Now is not the time for hollow pronouncements calling only for vague “healing” without consequences. That is meaningless when not married to action and rhetoric that seeks to put a knife into Trumpism and its treachery against our republic.

We need Republicans to unequivocally disavow the president. Anything short of that is like hiding under a rock as invaders bear down on your family’s village.

This alone, of course, does not erase the damage done. Nor would impeachment or otherwise forcibly removing Trump from office ahead of Inauguration Day. His movement has strong appeal, especially if its lies continue being peddled by shadowy internet and fact-challenged cable news outlets, as they will.
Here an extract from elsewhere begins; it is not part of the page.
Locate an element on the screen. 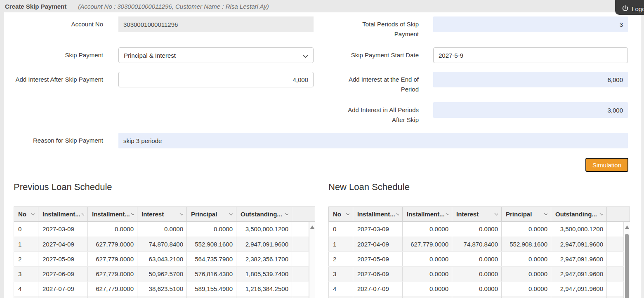 The width and height of the screenshot is (644, 298). skip-payment-select: Principal & Interest is located at coordinates (216, 55).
But there is great value in showing a constructive other path to conservatism. It’s as if a new kid moves to a high school and is so charming that the market for Mean Girls suddenly dries up.

“This has been building for several generations and it has been accelerated by the person who’s been sitting in the Oval Office for the past four years because of his rhetoric, which is laced with self-serving lies,” said Gettysburg College history professor Michael Birkner.

“This didn’t happen overnight,” Birkner added. “It’s not going to be resolved overnight.”

Swift legislative action by Biden could do much to reunify voters with economic packages bolstering schools, infrastructure, and the lives of everyone, regardless of political stripe. Securing the Senate majority that came with Georgia runoff election victories now makes that doable.

Just as important will be whether Republicans repair their own torched house. The devastation at the Capitol might actually have created an opportunity for that.

“A week ago, I would have told you that the Republican Party is definitively the Trump party,” Birkner said one day after the Capitol insurrection. “Now I think there’s a lot more uncertainty about where the Republican Party is going to land. ... I am hopeful that Trump’s brand is so damaged now that there’s an option for Republicans to regroup and rethink what the hell they’re for.”

» READ MORE: ‘I weep for my country’: Electoral College vote challenge is a menace that could maul us | Maria Panaritis

DiGirolamo offers a rhetorical road map. You start by drawing a hard line between acceptable resistance to policies and unacceptable, democracy-killing indulgence of seditious anger.

And you are crystal clear in your language.

DiGirolamo called Trump not just a liar but a demagogue.

“I didn’t pull no punches,” DiGirolamo told me. “I just couldn’t take anymore, Maria.”

His message to younger Republicans afraid of career damage:

“You have to look at yourself in the mirror. You’ve got to take into consideration the damage the man has done to our country and to our democracy.”